This is fantastic, classical music absolutely needs a dedicated interface since the organization by composer and multi-movement works is so different from popular music.<p>But I wonder if it will help with finding <i>which</i> version of a work to listen to. A given symphony or piano prelude might have 100 or more recordings. If you go to classical music forum postings, you can usually find a thread asking "what's your favorite performance of..." and quickly find that there are 1 or 2 or 3 versions widely considered the best.<p>I really want a crowdsourced version of this -- both the most-listened and highest-rated recordings of a given work by a given composer. Because it's a lot of research to do otherwise.<p>And some people might think it can't matter that much, how different could they really be? But it's astonishing.
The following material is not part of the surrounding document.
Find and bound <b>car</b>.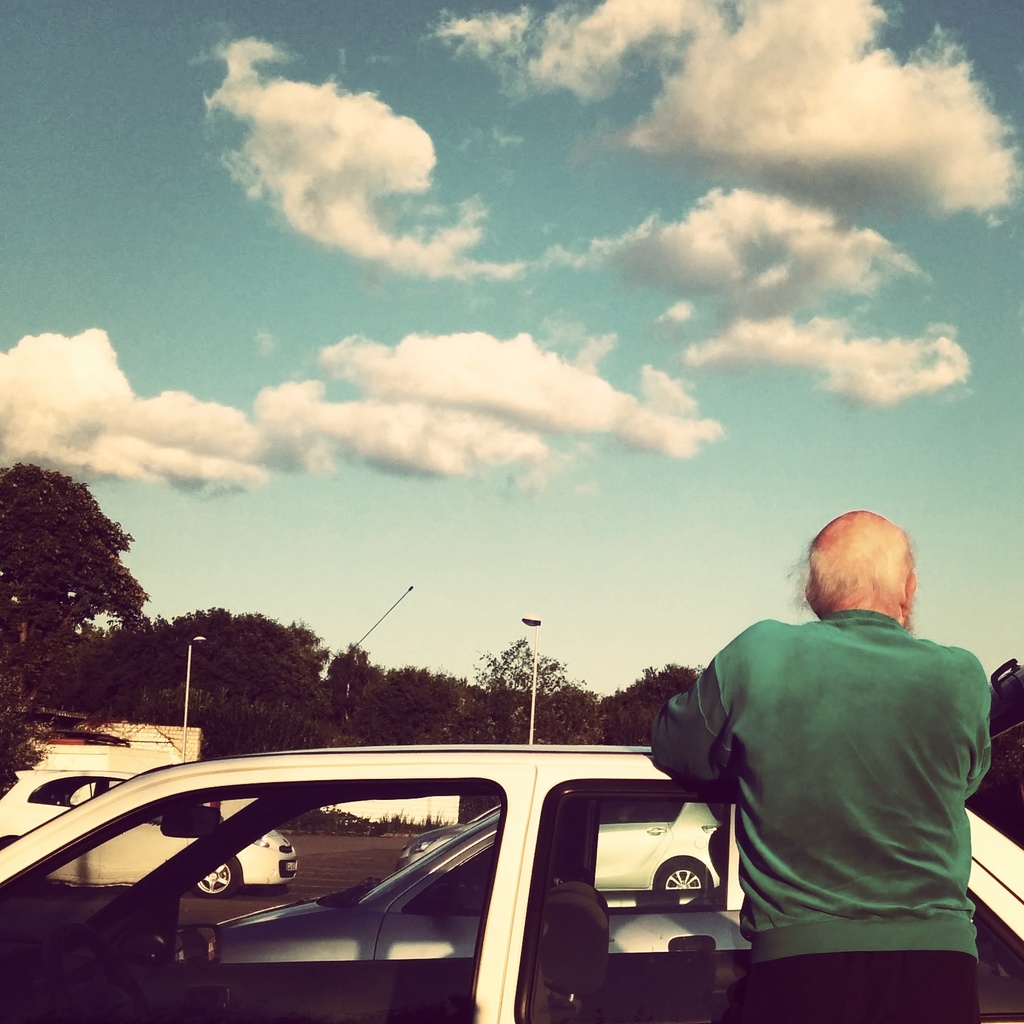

The same work in the hands of one conductor+orchestra plods along dead and disjointed and you never want to hear it again, while another one soars full of life, the work <i>makes sense</i> and it becomes your favorite.
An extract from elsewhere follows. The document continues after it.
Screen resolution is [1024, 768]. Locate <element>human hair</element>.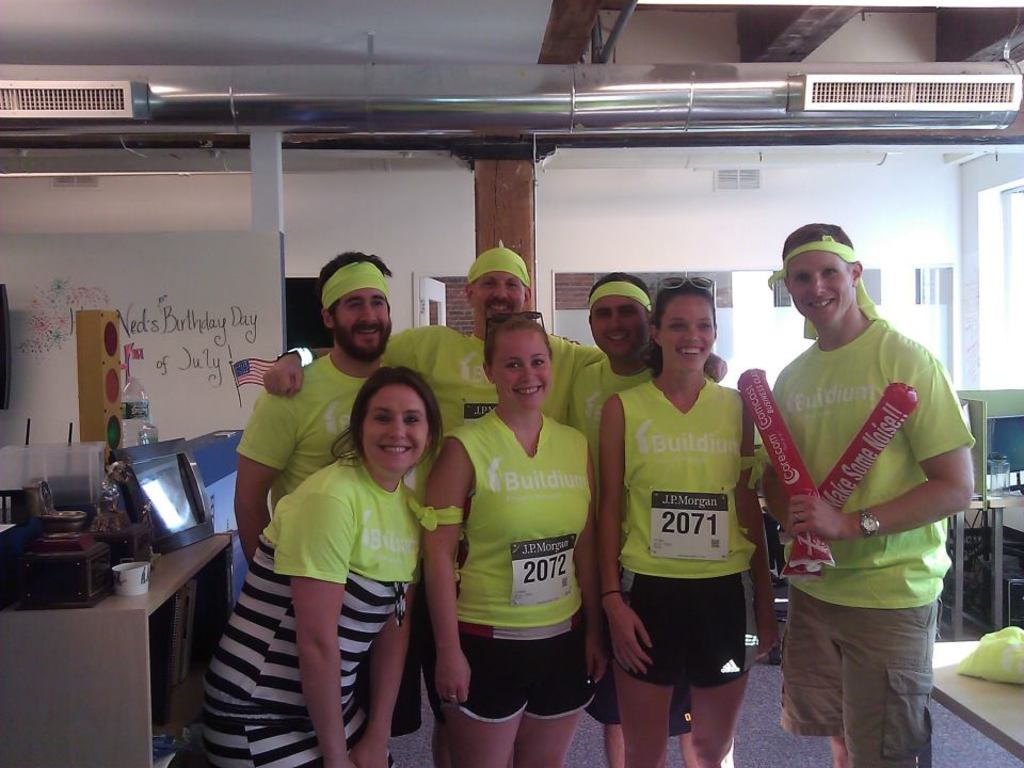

Nice, but it would be great if Apple fixed the UI and bugs in Apple Music first.<p>I can't hide the non-streaming parts I'll never use, but sometimes search keeps directing me to it.<p>And that's when searching itself isn't wildly broken. A quarter of the time, the search bar loses focus after each character, requiring me to click back in or reboot the app.
Yeah, nice, but I will still use YouTube and Reddit for classical music. I can get access to lesser known composers and artists on YouTube, and Reddit will surface better suggestions and commentary. Even the YT comments are good quality in classical music videos.
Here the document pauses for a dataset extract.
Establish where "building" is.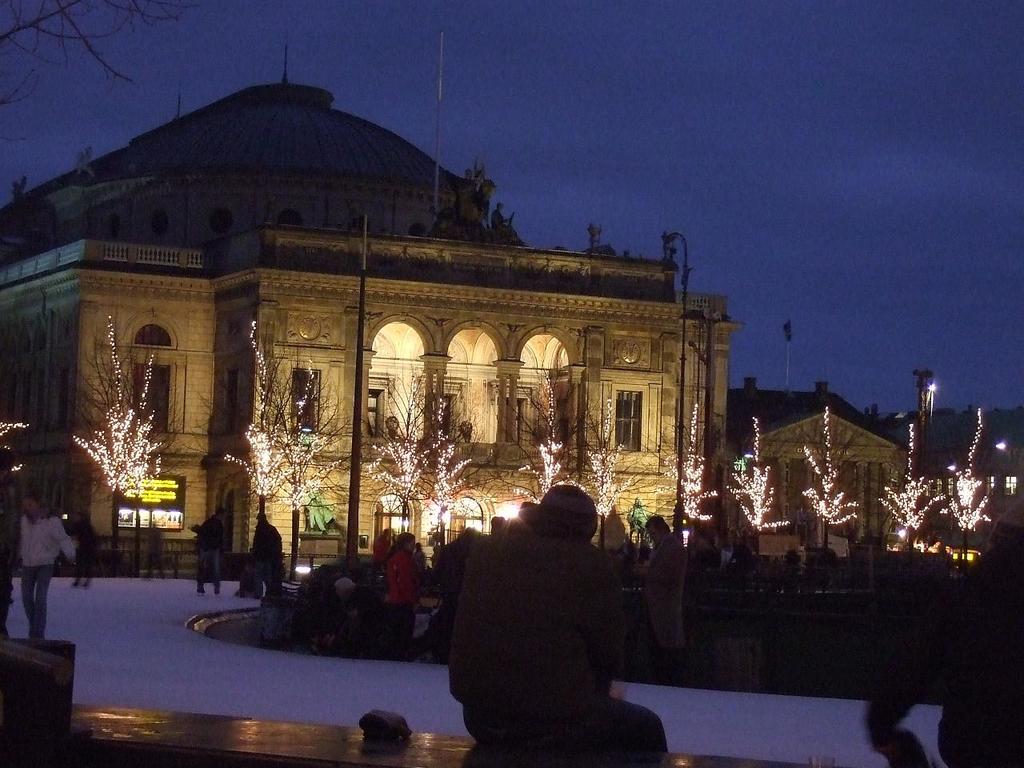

One very good streaming service for classical music is idagio.com<p>I can only hope that they won't offer auto generated playlists the way Spotify does. No matter what you listen to - Stravinsky, Stockhausen, 12 tone music, baroque, opera - it immediately starts playing the same 3 or 4 pieces by Vivaldi, Satie, Chopin right after the album is finished<p>There was a period where classical music on Spotify was really good. The search results were clearly curated by someone - search for Bach, and artists like Gould and Gardiner would come first; Abbado and Bernstein for Mahler, and so on. Now it's much more random - search for Beethoven and you get a lot of "Beethoven for Relaxation" and a lot of recordings that would be no one's first choice - while something as essential as Karajan's recording of the 9 symphonies is pushed waaaay down in the results
Pretty odd exclusion list:<p>"Available worldwide where Apple Music is offered, excluding China, Japan, Korea, Russia, Taiwan, Turkey, Afghanistan and Pakistan."<p>Is it a rights issue?
Interesting that it took ~18 months to Appleify Primephonic, I hope the extra time in the oven is reflected in polish of the app.<p>The article mentions that Android app is also coming, any guesses for Windows (or Linux...) desktop clients?
Great, because we need more specialized apps. I love classical music but I would rather use Spotify for that purpose because at this point I have realized the only thing important for Apple is money. I prefer not to further contribute to a trillion dollar company that has so much restrictions in their ecosystem.